Aside from the colors, occurence of 1, 2, 3, and 4 once on each line, and odd totals, there was an additional hint toward mastermind on the puzzle side, a sticky note reading "I guess 'dream mints' is very popular. Keep trying hard." The subject and verb, as written, don't agree, but "dream mints" is an anagram for "mastermind." The rule-teaching side was hinted with a sticky note that read "Good job getting your goal in four tries!" something that implied completion, and that the final line of orders was the goal/solution for that round of the game.

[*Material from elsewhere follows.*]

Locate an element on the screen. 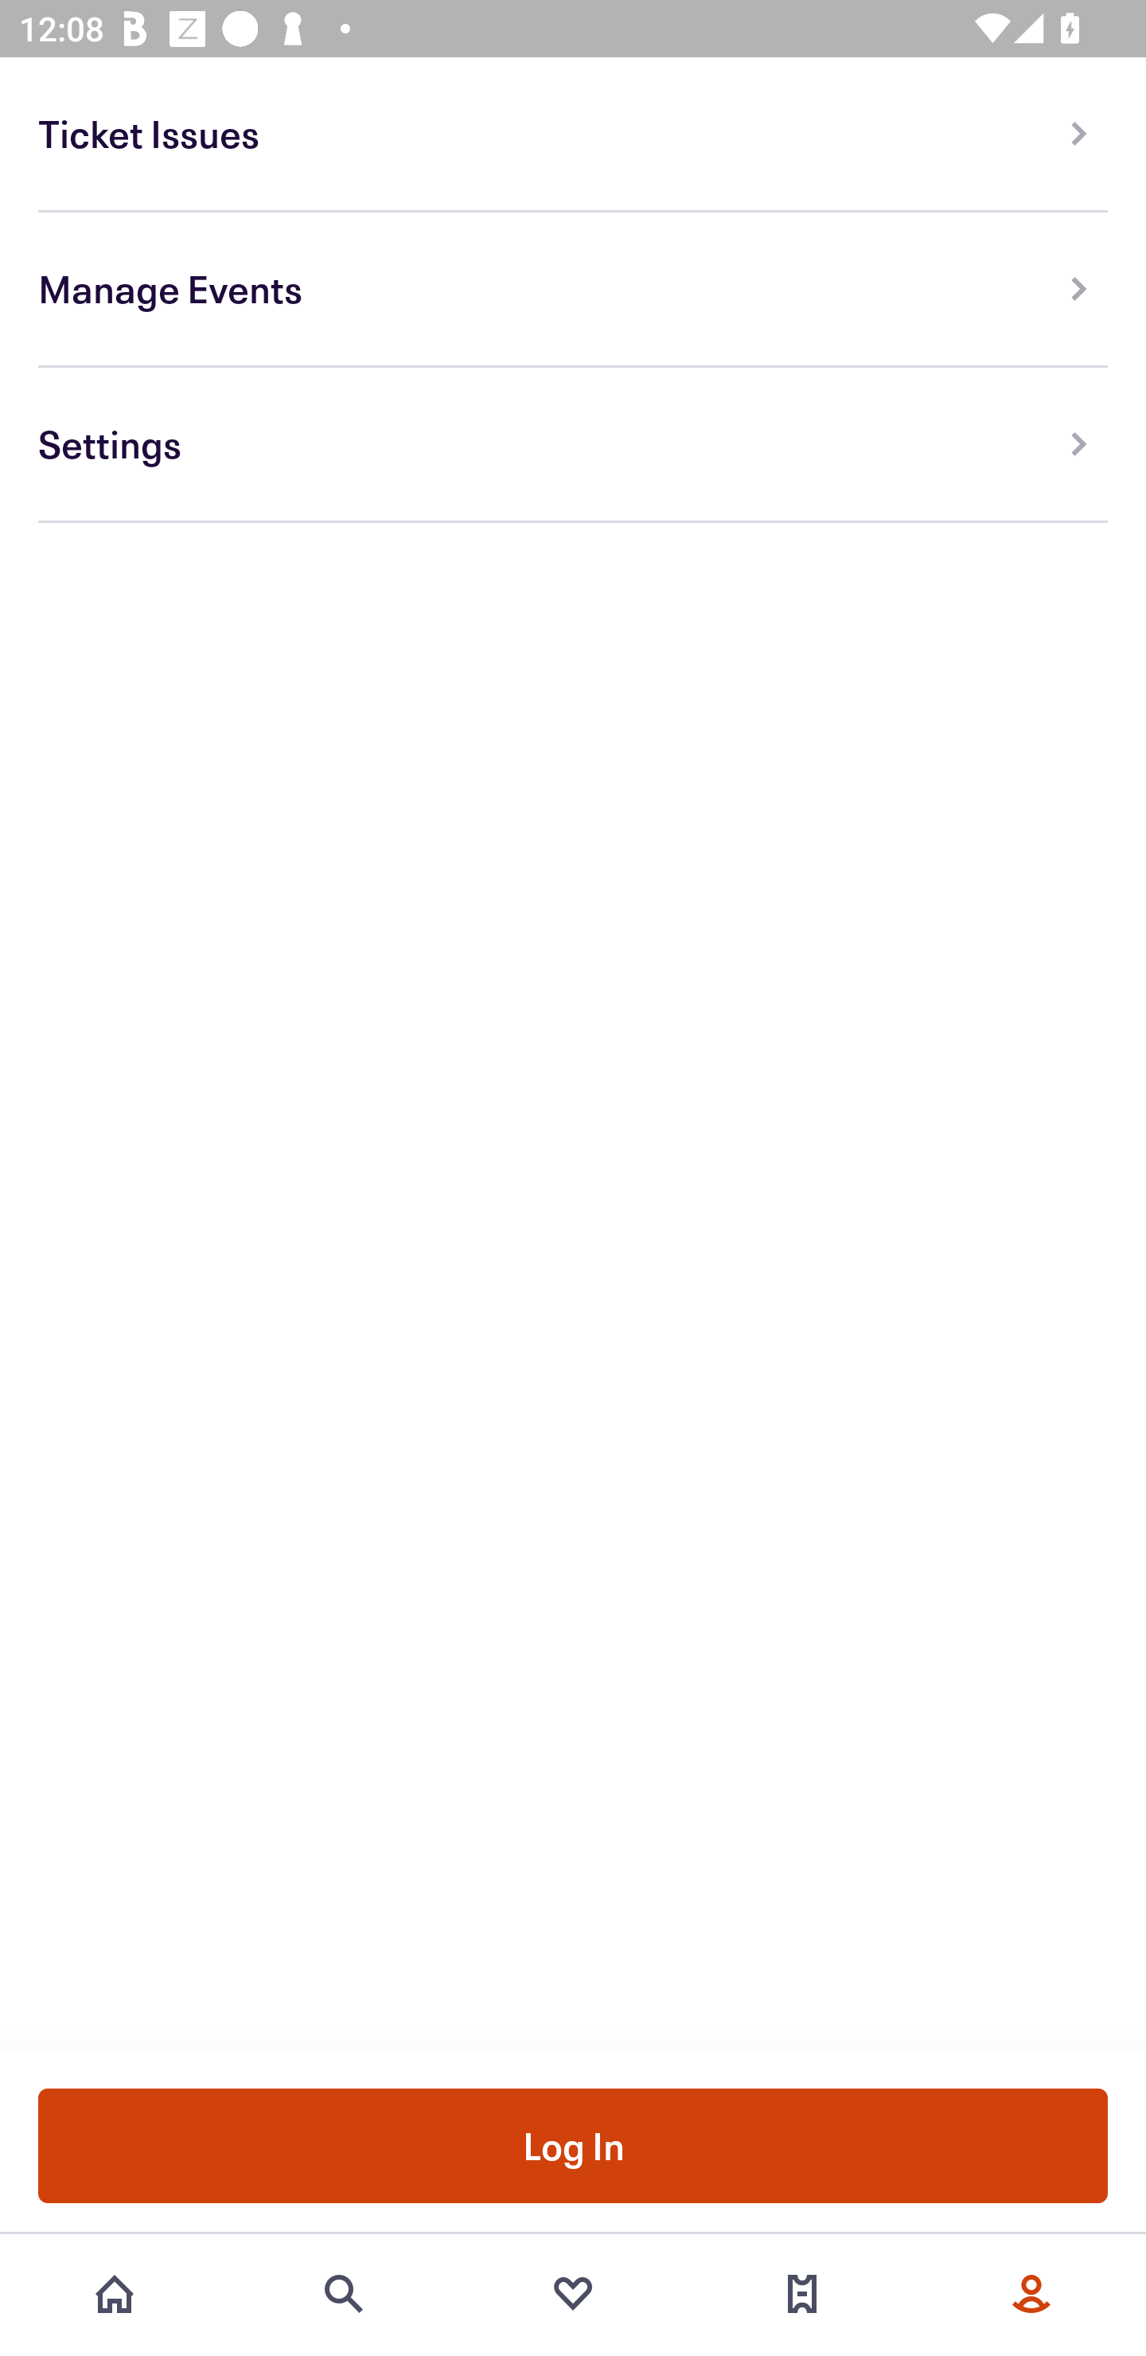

The "goal" on the rule-teaching side shows that $1111 is the total that matches a perfectly correct guess. You remember from Mastermind that the oracle responds with two counts: the number of guesses that are present in the solution, but in a different position, and the number present in the position guessed. Since $1111 represents four guesses that are in present in the correct position, we infer that whole dollars are the right/right responses. We see 1s in fractional positions as well; these are the wrong position/right guess responses.

On the puzzle side, there are six trials with guesses from a player and responses from the oracle. Rules in hand, this becomes a constraint satisfaction problem. The first guess (13/24) paired with the fourth (1/34/2) immediately yields only three possibilities, because two of the four guessed colors are exactly correct in the first guess, but a Lemon Cookie in position one cannot be correct according to the fourth. The final solution is either All About/Lemon, Lemon/All About, or All About/All About.

And so on. Evaluating each of the three as hypotheticals eventually leads to one correct answer.

The Solution

The solution, in cookie form, is Trefoil, All About, Double Dutch, All About. Taking the first letter of each spells "tada" which teams entered into the phone system. The tada message told them to go to the Heritage Park Fountain nearby in Olympia.

Design Notes

The construction of the bars to route and secure the guywire was an experience. Twice in a row, we forgot to thread the turnbuckle onto its anchoring U-bolt -- a problem because both times the bolt was driven through a 2x4 quite securely. We destroyed two lengths of wood that way, plus other collateral damage. Construction took an unexpectedly long time.

Oh, and it was amusing that, as we were testing the top brace's fit onto the tower's shaft, a local (?) visitor asked if we were city workers reinforcing the tower. If you could see the brace, folks, you'd understand that it + tower = tower; there's no "reinforcement" going on.

As for the Girl Scout part of the puzzle, at one staff meeting, someone suggested Mastermind. We'd also brainstormed a ton of Illuminated organizations, including the GSA. I (Erik) worked Mastermind to fit the order form. Charles got an order form from his aunt, Sonya scanned it, and I added the numbers to fit the Mastermind game I'd created.

GC Notes

The box setup was largely successful, but extremely high maintenance. The wire required retensioning after every team. In cases where it was not serviced, teams were able to use the slack to negate the need for dowel rods.

On the order form, the fact that one order line was 65 (uppercase 'A' in ASCII for those in the know) was a minor problem in pre-Game play testing that I never resolved. The 65 had nothing else to recommend it, but I did see it show up in the phone logs. My concern was that if I changed it, the doctored form would be a larger cause for concern among teams.